In the listing below, print exactly the lines between the line holding "The image size is (728, 563)." and the line holding "The image size is (532, 411).", inclusive, and no more.

*Data:*
┏━━

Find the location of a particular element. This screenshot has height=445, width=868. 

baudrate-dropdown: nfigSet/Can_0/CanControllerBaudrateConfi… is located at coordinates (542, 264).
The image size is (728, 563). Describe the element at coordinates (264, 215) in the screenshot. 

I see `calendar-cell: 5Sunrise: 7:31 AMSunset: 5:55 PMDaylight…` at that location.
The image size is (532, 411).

┗━━
┏━━

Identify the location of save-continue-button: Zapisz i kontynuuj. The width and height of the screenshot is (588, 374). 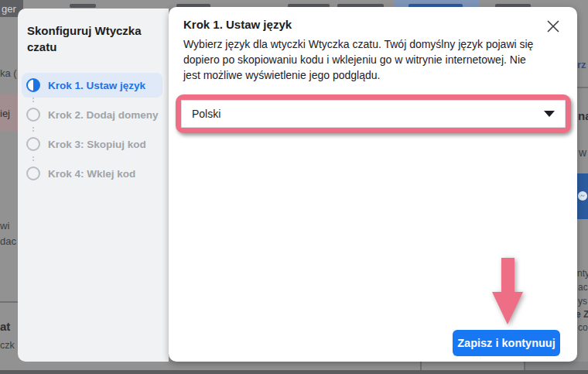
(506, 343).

┗━━
┏━━

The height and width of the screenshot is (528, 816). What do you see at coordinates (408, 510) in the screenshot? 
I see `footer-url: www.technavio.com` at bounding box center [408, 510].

┗━━

*Exercise result:*
The image size is (728, 563). Describe the element at coordinates (264, 215) in the screenshot. 

I see `calendar-cell: 5Sunrise: 7:31 AMSunset: 5:55 PMDaylight…` at that location.
The image size is (532, 411).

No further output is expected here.